His wife had done so often enough, as if he cared. She was gone anyway, no one ever saw her again. They still think she went away with the mechanic. Let them think so.
One week of thinking and he had decided many things. He wanted to write a will but to whom and for what? It was hard nowadays to find decent people. They were coming for him and he knew he deserved it. He thought about what they would put in the paper, but who would read it?
He thought about calling someone, but who, he didn't even have a phone anymore. It was just too bothersome. He stopped going to the mail box a week ago, not that it mattered, he never received mail anyway.
The bottle was empty again. He put back the hammer and pulled the trigger. He had always wondered how hell would be like. They told him a lot of things when he was a kid, about flames and screaming and torture and the devil. It used to make him very afraid. Soon he would find out what it was like, they were coming for him.

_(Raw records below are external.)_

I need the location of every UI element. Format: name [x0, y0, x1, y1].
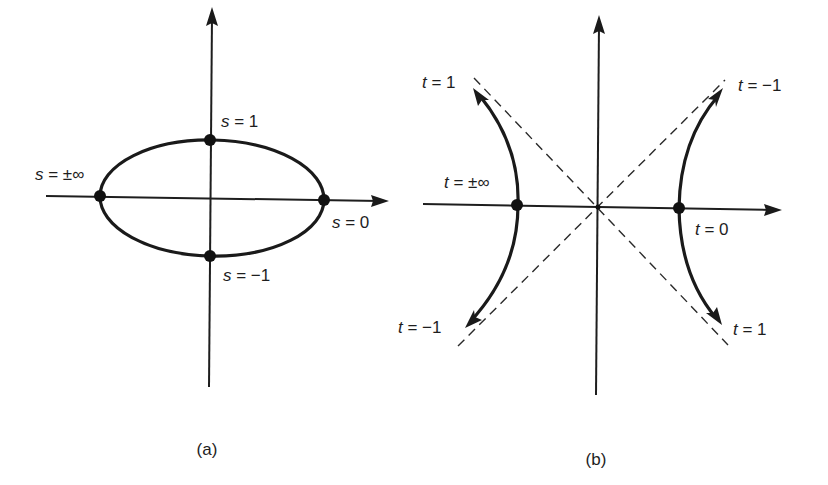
panel-b-label-left-vertex: t = ±∞: [444, 173, 490, 192]
panel-b-label-upper-left: t = 1: [422, 73, 456, 92]
panel-a-y-axis: [209, 16, 212, 387]
panel-a-point-top: [204, 134, 216, 146]
panel-b-label-lower-right: t = 1: [733, 320, 767, 339]
panel-a: s = 1 s = −1 s = ±∞ s = 0 (a): [35, 7, 389, 459]
panel-b-label-lower-left: t = −1: [398, 318, 442, 337]
panel-b-caption: (b): [586, 450, 607, 469]
panel-a-point-bottom: [204, 250, 216, 262]
panel-b-left-branch: [470, 96, 518, 322]
panel-a-label-bottom: s = −1: [223, 266, 270, 285]
panel-b: t = 1 t = −1 t = ±∞ t = 0 t = −1 t = 1 (…: [398, 15, 782, 469]
panel-a-x-axis-arrow-icon: [371, 195, 389, 207]
panel-a-point-right: [318, 194, 330, 206]
parametrization-figure: s = 1 s = −1 s = ±∞ s = 0 (a): [0, 0, 828, 485]
panel-b-label-right-vertex: t = 0: [695, 220, 729, 239]
panel-b-point-right-vertex: [673, 202, 685, 214]
panel-b-label-upper-right: t = −1: [738, 76, 782, 95]
panel-b-asymptote-descending: [474, 78, 728, 345]
panel-a-label-top: s = 1: [221, 112, 258, 131]
panel-b-x-axis-arrow-icon: [764, 204, 782, 216]
panel-a-point-left: [94, 190, 106, 202]
panel-a-caption: (a): [197, 440, 218, 459]
panel-b-origin: [596, 205, 601, 210]
panel-a-label-left: s = ±∞: [35, 165, 84, 184]
panel-b-point-left-vertex: [511, 199, 523, 211]
panel-a-label-right: s = 0: [332, 213, 369, 232]
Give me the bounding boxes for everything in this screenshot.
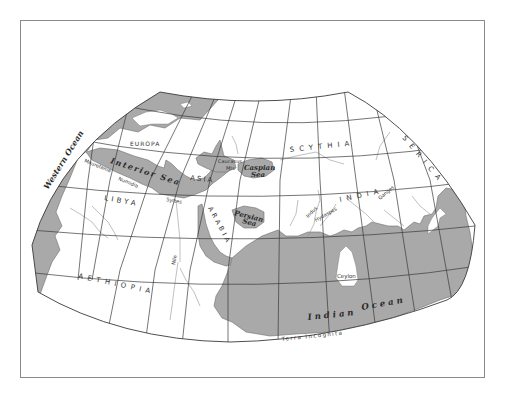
label-caucasus: Caucasus bbox=[218, 158, 242, 164]
label-europa: EUROPA bbox=[130, 140, 160, 147]
label-ceylon: Ceylon bbox=[337, 273, 356, 280]
label-mts: Mts bbox=[226, 165, 235, 171]
world-map: Western Ocean EUROPA Interior Sea Mauret… bbox=[0, 0, 505, 393]
label-caspian-sea: Sea bbox=[251, 170, 266, 179]
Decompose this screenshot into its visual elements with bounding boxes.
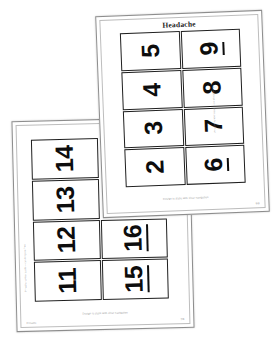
- number-card[interactable]: 12: [33, 220, 100, 261]
- number-card-value: 11: [55, 268, 81, 294]
- number-card[interactable]: 15: [101, 259, 168, 300]
- worksheet-page-front[interactable]: Headache 5 9 4 8 3 7 2: [95, 10, 270, 218]
- number-card-value: 6: [201, 158, 229, 172]
- number-card[interactable]: 16: [100, 218, 167, 259]
- number-card[interactable]: 11: [34, 260, 101, 301]
- number-card-value: 12: [54, 227, 80, 254]
- number-card-value: 4: [139, 83, 164, 97]
- number-card-value: 14: [52, 145, 78, 172]
- number-card-value: 13: [53, 186, 79, 213]
- canvas: Headache 14 13 12 16 11 15 Design i: [0, 0, 275, 346]
- number-card-grid-front: 5 9 4 8 3 7 2 6: [120, 29, 246, 187]
- number-card[interactable]: 5: [120, 31, 181, 71]
- number-card-value: 9: [197, 42, 225, 56]
- page-footer-left-back: Printable: [26, 322, 36, 325]
- number-card-value: 16: [120, 225, 149, 252]
- number-card[interactable]: 9: [180, 29, 241, 69]
- page-footer-right-back: 7/8: [180, 317, 184, 321]
- number-card[interactable]: 6: [185, 145, 246, 185]
- number-card[interactable]: 14: [31, 138, 98, 179]
- number-card-value: 2: [142, 160, 167, 174]
- number-card[interactable]: 3: [123, 109, 184, 149]
- number-card-value: 3: [141, 121, 166, 135]
- number-card-value: 15: [121, 266, 150, 293]
- number-card-value: 5: [138, 44, 163, 58]
- number-card[interactable]: 13: [32, 179, 99, 220]
- number-card[interactable]: 4: [121, 70, 182, 110]
- page-footer-right-front: 6/8: [256, 201, 260, 205]
- number-card[interactable]: 2: [124, 147, 185, 187]
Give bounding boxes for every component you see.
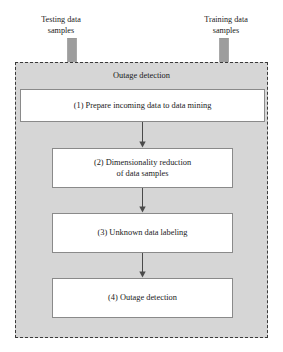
process-step-box-3: (3) Unknown data labeling — [52, 213, 233, 253]
process-step-label-3: (3) Unknown data labeling — [97, 227, 187, 239]
process-step-box-2: (2) Dimensionality reduction of data sam… — [52, 148, 233, 188]
container-title: Outage detection — [16, 71, 267, 81]
process-step-label-2-line2: of data samples — [116, 169, 168, 178]
connector-arrow-1-to-2-icon — [138, 122, 147, 148]
process-step-label-2: (2) Dimensionality reduction of data sam… — [94, 157, 191, 180]
connector-arrow-3-to-4-icon — [138, 253, 147, 278]
input-label-training-line2: samples — [178, 26, 274, 37]
input-label-testing-data-samples: Testing data samples — [16, 15, 106, 36]
outage-detection-container: Outage detection (1) Prepare incoming da… — [15, 62, 268, 338]
connector-arrow-2-to-3-icon — [138, 188, 147, 213]
process-step-box-4: (4) Outage detection — [52, 278, 233, 318]
input-label-training-data-samples: Training data samples — [178, 15, 274, 36]
process-step-label-1: (1) Prepare incoming data to data mining — [74, 100, 212, 112]
input-label-testing-line1: Testing data — [16, 15, 106, 26]
input-label-testing-line2: samples — [16, 26, 106, 37]
process-step-label-4: (4) Outage detection — [108, 292, 177, 304]
process-step-box-1: (1) Prepare incoming data to data mining — [20, 89, 265, 122]
input-label-training-line1: Training data — [178, 15, 274, 26]
process-step-label-2-line1: (2) Dimensionality reduction — [94, 158, 191, 167]
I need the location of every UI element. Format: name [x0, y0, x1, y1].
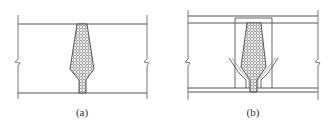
panel-a-label: (a): [76, 106, 88, 118]
panel-b: [185, 10, 320, 100]
joint-diagram: [0, 0, 331, 128]
panel-a: [15, 15, 149, 99]
left-boundary-line: [15, 15, 20, 99]
right-boundary-line: [144, 15, 149, 99]
hatched-fill-section: [70, 24, 94, 93]
hatched-fill-section: [241, 23, 266, 92]
panel-b-label: (b): [247, 106, 260, 118]
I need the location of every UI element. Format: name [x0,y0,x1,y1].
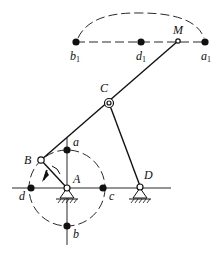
point-d [27,184,34,191]
hinge-D [137,184,143,190]
hinge-C [105,99,114,108]
linkage-diagram: M C B A D a b c d b1 d1 a1 [0,0,222,257]
label-d: d [19,189,26,203]
label-a: a [73,135,79,149]
rotation-arrow-icon [42,166,60,182]
label-C: C [100,81,109,95]
point-b1 [72,38,79,45]
label-A: A [72,172,81,186]
label-b1: b1 [70,49,80,64]
point-a [63,146,70,153]
label-c: c [109,189,115,203]
coupler-path-arc [78,13,204,38]
label-M: M [172,23,184,37]
point-c [99,184,106,191]
label-b1-sub: 1 [76,55,80,64]
point-d1 [137,38,144,45]
label-d1: d1 [136,49,146,64]
link-CD [109,103,140,186]
label-a1-sub: 1 [207,55,211,64]
hinge-A [64,185,70,191]
label-B: B [24,153,32,167]
label-d1-sub: 1 [142,55,146,64]
hinge-B [38,157,44,163]
point-b [63,222,70,229]
point-a1 [201,38,208,45]
label-a1: a1 [201,49,211,64]
label-b: b [73,227,79,241]
point-M [176,39,180,43]
label-D: D [143,168,153,182]
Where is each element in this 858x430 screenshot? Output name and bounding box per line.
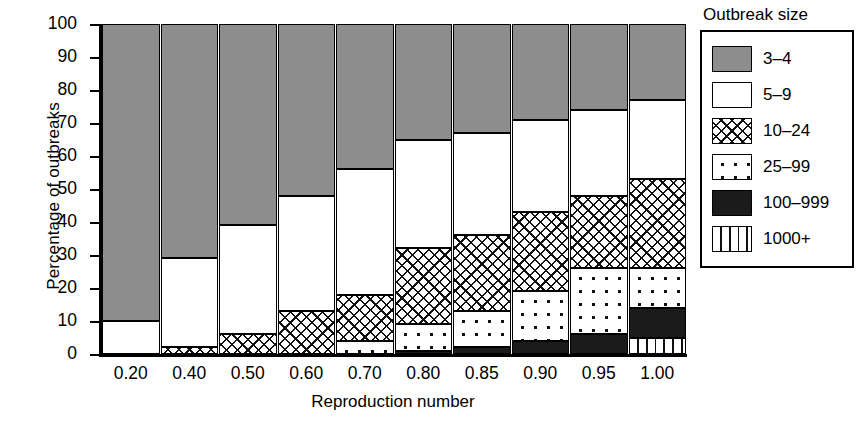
- legend-item: 25–99: [712, 149, 844, 185]
- y-tick: 40: [90, 222, 99, 224]
- bar-segment: [278, 196, 336, 312]
- bar-segment: [453, 347, 511, 354]
- legend-item-label: 10–24: [763, 121, 810, 141]
- legend-item: 5–9: [712, 77, 844, 113]
- bar-stack: [453, 24, 511, 354]
- bar-stack: [512, 24, 570, 354]
- x-tick-label: 0.85: [465, 363, 499, 384]
- y-tick: 60: [90, 156, 99, 158]
- legend-box: 3–45–910–2425–99100–9991000+: [700, 30, 854, 268]
- x-tick-label: 0.60: [289, 363, 323, 384]
- bar-segment: [629, 338, 687, 355]
- bar-segment: [395, 351, 453, 354]
- y-tick: 10: [90, 321, 99, 323]
- x-tick-label: 0.80: [406, 363, 440, 384]
- legend-item: 1000+: [712, 221, 844, 257]
- y-tick: 20: [90, 288, 99, 290]
- y-tick-label: 30: [58, 244, 77, 265]
- bar-stack: [570, 24, 628, 354]
- bar-segment: [102, 321, 160, 354]
- legend-title: Outbreak size: [703, 5, 854, 25]
- y-tick-label: 90: [58, 46, 77, 67]
- plot-area: Percentage of outbreaks 0102030405060708…: [0, 0, 690, 430]
- axes: 0102030405060708090100 0.200.400.500.600…: [99, 24, 687, 354]
- bar-segment: [512, 120, 570, 212]
- bar-segment: [453, 311, 511, 347]
- legend-item-label: 1000+: [763, 229, 811, 249]
- bar-stack: [219, 24, 277, 354]
- bar-segment: [629, 268, 687, 308]
- legend-item-label: 25–99: [763, 157, 810, 177]
- legend-item-label: 5–9: [763, 85, 791, 105]
- bar-segment: [336, 169, 394, 294]
- bar-segment: [570, 196, 628, 269]
- y-tick-label: 70: [58, 112, 77, 133]
- bar-stack: [161, 24, 219, 354]
- x-tick-label: 0.90: [523, 363, 557, 384]
- legend-item: 3–4: [712, 41, 844, 77]
- bar-group: [102, 24, 687, 354]
- bar-segment: [278, 24, 336, 196]
- legend-swatch: [712, 46, 752, 72]
- bar-segment: [161, 258, 219, 347]
- legend-item-label: 3–4: [763, 49, 791, 69]
- legend-swatch: [712, 82, 752, 108]
- legend: Outbreak size 3–45–910–2425–99100–999100…: [700, 5, 854, 268]
- y-tick-label: 20: [58, 277, 77, 298]
- bar-segment: [161, 347, 219, 354]
- y-tick-label: 0: [67, 343, 77, 364]
- bar-segment: [570, 268, 628, 334]
- bar-segment: [629, 308, 687, 338]
- y-tick: 30: [90, 255, 99, 257]
- bar-segment: [629, 24, 687, 100]
- x-tick-label: 0.20: [114, 363, 148, 384]
- x-tick-label: 0.70: [348, 363, 382, 384]
- bar-segment: [453, 133, 511, 235]
- bar-stack: [629, 24, 687, 354]
- bar-segment: [395, 140, 453, 249]
- bar-segment: [512, 291, 570, 341]
- legend-swatch: [712, 154, 752, 180]
- bar-stack: [336, 24, 394, 354]
- y-tick: 100: [90, 24, 99, 26]
- y-tick: 80: [90, 90, 99, 92]
- bar-segment: [570, 24, 628, 110]
- bar-segment: [278, 311, 336, 354]
- y-tick: 0: [90, 354, 99, 356]
- bar-segment: [629, 100, 687, 179]
- bar-segment: [512, 212, 570, 291]
- y-tick-label: 60: [58, 145, 77, 166]
- bar-stack: [395, 24, 453, 354]
- bar-segment: [102, 24, 160, 321]
- bar-segment: [453, 24, 511, 133]
- bar-segment: [512, 341, 570, 354]
- bar-segment: [512, 24, 570, 120]
- legend-item-label: 100–999: [763, 193, 829, 213]
- legend-swatch: [712, 190, 752, 216]
- legend-item: 10–24: [712, 113, 844, 149]
- bar-segment: [570, 334, 628, 354]
- bar-segment: [161, 24, 219, 258]
- bar-segment: [219, 334, 277, 354]
- x-tick-label: 0.40: [172, 363, 206, 384]
- x-tick-label: 1.00: [640, 363, 674, 384]
- bar-segment: [395, 324, 453, 350]
- x-tick-label: 0.95: [582, 363, 616, 384]
- bar-segment: [336, 295, 394, 341]
- y-tick: 90: [90, 57, 99, 59]
- bar-segment: [219, 24, 277, 225]
- y-tick: 70: [90, 123, 99, 125]
- legend-swatch: [712, 118, 752, 144]
- x-tick-label: 0.50: [231, 363, 265, 384]
- bar-segment: [629, 179, 687, 268]
- bar-segment: [395, 248, 453, 324]
- bar-segment: [219, 225, 277, 334]
- legend-item: 100–999: [712, 185, 844, 221]
- y-tick-label: 80: [58, 79, 77, 100]
- x-axis-title: Reproduction number: [100, 392, 686, 412]
- y-tick-label: 10: [58, 310, 77, 331]
- bar-segment: [336, 24, 394, 169]
- bar-segment: [570, 110, 628, 196]
- y-tick-label: 40: [58, 211, 77, 232]
- legend-swatch: [712, 226, 752, 252]
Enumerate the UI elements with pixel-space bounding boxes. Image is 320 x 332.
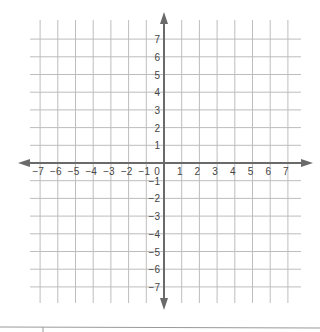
x-tick-label: −6 [50, 166, 62, 177]
y-tick-label: −7 [149, 282, 161, 293]
y-tick-label: −4 [149, 229, 161, 240]
y-tick-label: 2 [154, 123, 160, 134]
y-tick-label: 6 [154, 52, 160, 63]
x-tick-label: 6 [265, 166, 271, 177]
y-axis-down-arrow-icon [160, 298, 168, 310]
grid-lines [30, 20, 301, 303]
y-tick-label: −6 [149, 264, 161, 275]
coordinate-plane: −7−6−5−4−3−2−1123456707654321−1−2−3−4−5−… [0, 0, 320, 332]
y-tick-label: −2 [149, 193, 161, 204]
x-tick-label: 1 [177, 166, 183, 177]
x-tick-label: −5 [68, 166, 80, 177]
x-tick-label: 2 [195, 166, 201, 177]
y-tick-label: −3 [149, 211, 161, 222]
y-tick-label: 1 [154, 140, 160, 151]
y-tick-label: −1 [149, 176, 161, 187]
page-bottom-rule [0, 327, 320, 328]
x-tick-label: −2 [121, 166, 133, 177]
y-tick-label: 5 [154, 70, 160, 81]
y-tick-label: 4 [154, 87, 160, 98]
y-tick-label: 3 [154, 105, 160, 116]
x-tick-label: −4 [85, 166, 97, 177]
x-tick-label: −3 [103, 166, 115, 177]
x-tick-label: −7 [32, 166, 44, 177]
y-axis-up-arrow-icon [160, 12, 168, 24]
x-tick-label: 7 [283, 166, 289, 177]
x-tick-label: 4 [230, 166, 236, 177]
x-axis-right-arrow-icon [301, 159, 313, 167]
x-tick-label: 3 [212, 166, 218, 177]
x-axis-left-arrow-icon [18, 159, 30, 167]
x-tick-label: 5 [248, 166, 254, 177]
y-tick-label: −5 [149, 247, 161, 258]
y-tick-label: 7 [154, 34, 160, 45]
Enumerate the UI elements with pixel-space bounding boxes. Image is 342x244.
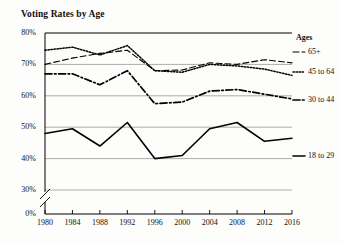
x-axis-tick-label: 1984	[57, 218, 87, 227]
x-axis-ticks	[45, 210, 292, 214]
x-axis-tick-label: 2012	[250, 218, 280, 227]
series-line	[45, 122, 292, 158]
chart-canvas	[0, 0, 342, 244]
series-label: 18 to 29	[308, 151, 334, 160]
y-axis-tick-label: 0%	[10, 209, 36, 218]
y-axis-tick-label: 30%	[10, 185, 36, 194]
x-axis-tick-label: 2008	[222, 218, 252, 227]
series-line	[45, 71, 292, 104]
x-axis-tick-label: 2016	[277, 218, 307, 227]
x-axis-tick-label: 1996	[140, 218, 170, 227]
y-axis-tick-label: 40%	[10, 154, 36, 163]
series-line	[45, 46, 292, 76]
axes	[45, 33, 292, 214]
legend-title: Ages	[296, 33, 312, 42]
series-label: 65+	[308, 47, 321, 56]
y-axis-tick-label: 60%	[10, 91, 36, 100]
series-lines	[45, 46, 292, 159]
x-axis-tick-label: 1988	[85, 218, 115, 227]
y-axis-tick-label: 70%	[10, 59, 36, 68]
x-axis-tick-label: 2000	[167, 218, 197, 227]
x-axis-tick-label: 2004	[195, 218, 225, 227]
series-label: 45 to 64	[308, 67, 334, 76]
y-axis-tick-label: 80%	[10, 28, 36, 37]
legend-line-samples	[293, 52, 305, 156]
series-label: 30 to 44	[308, 95, 334, 104]
y-axis-tick-label: 50%	[10, 122, 36, 131]
chart-figure: Voting Rates by Age 0%30%40%50%60%70%80%…	[0, 0, 342, 244]
x-axis-tick-label: 1980	[30, 218, 60, 227]
x-axis-tick-label: 1992	[112, 218, 142, 227]
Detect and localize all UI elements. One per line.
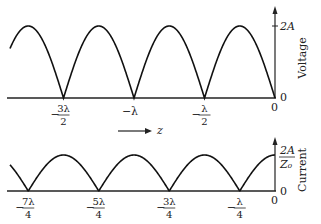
arrow-right-icon bbox=[145, 128, 152, 134]
svg-text:2: 2 bbox=[201, 116, 207, 127]
voltage-origin-label: 0 bbox=[271, 101, 278, 114]
x-tick-label: −λ bbox=[122, 105, 138, 118]
standing-wave-diagram: 2A 0 0 Voltage −3λ2−λ−λ2 z 2A Z₀ 0 0 Cur… bbox=[0, 0, 321, 224]
voltage-peak-label: 2A bbox=[279, 20, 295, 33]
x-tick-label: −λ2 bbox=[192, 103, 211, 127]
x-tick-label: −5λ4 bbox=[86, 196, 106, 220]
voltage-axis-title: Voltage bbox=[296, 37, 309, 80]
svg-text:4: 4 bbox=[96, 209, 102, 220]
svg-text:λ: λ bbox=[201, 103, 208, 114]
svg-text:5λ: 5λ bbox=[92, 196, 105, 207]
x-tick-label: −7λ4 bbox=[15, 196, 35, 220]
svg-text:3λ: 3λ bbox=[57, 103, 70, 114]
current-axis-arrow-icon bbox=[273, 137, 278, 145]
current-plot: 2A Z₀ 0 0 Current −7λ4−5λ4−3λ4−λ4 bbox=[7, 137, 309, 220]
svg-text:4: 4 bbox=[166, 209, 172, 220]
z-label: z bbox=[156, 124, 163, 137]
x-tick-label: −3λ2 bbox=[51, 103, 71, 127]
svg-text:−: − bbox=[227, 201, 236, 214]
svg-text:λ: λ bbox=[237, 196, 244, 207]
current-peak-numerator: 2A bbox=[279, 144, 295, 157]
svg-text:−: − bbox=[192, 108, 201, 121]
svg-text:λ: λ bbox=[131, 105, 138, 118]
svg-text:2: 2 bbox=[60, 116, 66, 127]
x-tick-label: −λ4 bbox=[227, 196, 246, 220]
x-tick-label: −3λ4 bbox=[156, 196, 176, 220]
current-curve bbox=[10, 155, 275, 191]
voltage-zero-label: 0 bbox=[280, 91, 287, 104]
current-peak-denominator: Z₀ bbox=[279, 158, 293, 171]
current-origin-label: 0 bbox=[271, 194, 278, 207]
svg-text:−: − bbox=[122, 105, 131, 118]
svg-text:4: 4 bbox=[25, 209, 31, 220]
svg-text:4: 4 bbox=[237, 209, 243, 220]
voltage-plot: 2A 0 0 Voltage −3λ2−λ−λ2 bbox=[7, 6, 309, 127]
voltage-curve bbox=[10, 26, 275, 98]
svg-text:3λ: 3λ bbox=[163, 196, 176, 207]
current-zero-label: 0 bbox=[280, 185, 287, 198]
current-x-ticks: −7λ4−5λ4−3λ4−λ4 bbox=[15, 196, 246, 220]
current-axis-title: Current bbox=[296, 147, 309, 192]
z-direction-arrow: z bbox=[118, 124, 163, 137]
svg-text:7λ: 7λ bbox=[22, 196, 35, 207]
voltage-x-ticks: −3λ2−λ−λ2 bbox=[51, 103, 211, 127]
voltage-axis-arrow-icon bbox=[273, 6, 278, 14]
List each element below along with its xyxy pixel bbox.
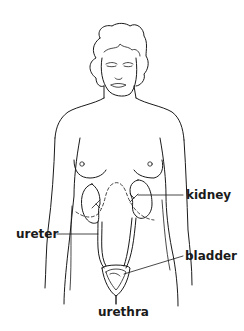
label-urethra: urethra <box>98 305 149 319</box>
urinary-organs <box>76 180 154 304</box>
head <box>90 23 148 98</box>
kidney-left <box>81 184 100 223</box>
label-bladder: bladder <box>185 249 237 263</box>
urinary-system-diagram: kidney ureter bladder urethra <box>0 0 244 331</box>
leader-lines <box>57 195 183 304</box>
label-kidney: kidney <box>186 188 231 202</box>
bladder-leader <box>124 256 183 274</box>
bladder-shape <box>102 265 130 296</box>
label-ureter: ureter <box>16 227 58 241</box>
body-illustration <box>0 0 244 331</box>
ureter-left <box>98 222 104 268</box>
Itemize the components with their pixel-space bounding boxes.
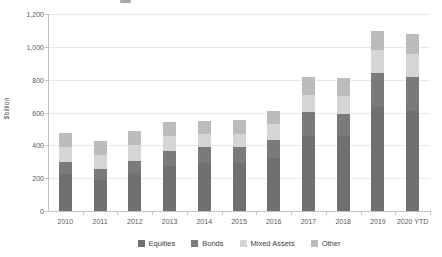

I am pretty sure that most men do this. It must be normal. I mean everybody takes a peek from time to time. It is not really looking, it is more just a little glance at what the others have. It is just the situation, you stand there and then it happens. Who doesn't do that? Even if you tried to, you could not avoid it. You face the wall, you don't have anywhere to look at and then somebody comes in. It is a reasonable thing to look over into that person's direction. There is nothing about it, after all it would actually be very impolite not to look over. Ignoring someone cannot be considered well mannered. And then of course you will look there, it is just logical, you never know how big a person is. So you start from the bottom and move up and somewhere there in the middle there is the zone. As I said, it is just normal, well, correct social behavior after all. The strange ones would not look, that's it, it is strange not to look. You can believe me, I never look longer than necessary. I never did, I make sure that it cannot be misunderstood. I use my neutral but still welcoming face and I carefully prevent this embarrassing moment in which your eyes meet and you shy away as if doing something inappropriate. So you can see, there is no room for misinterpretation. I behave like any other decent person would do.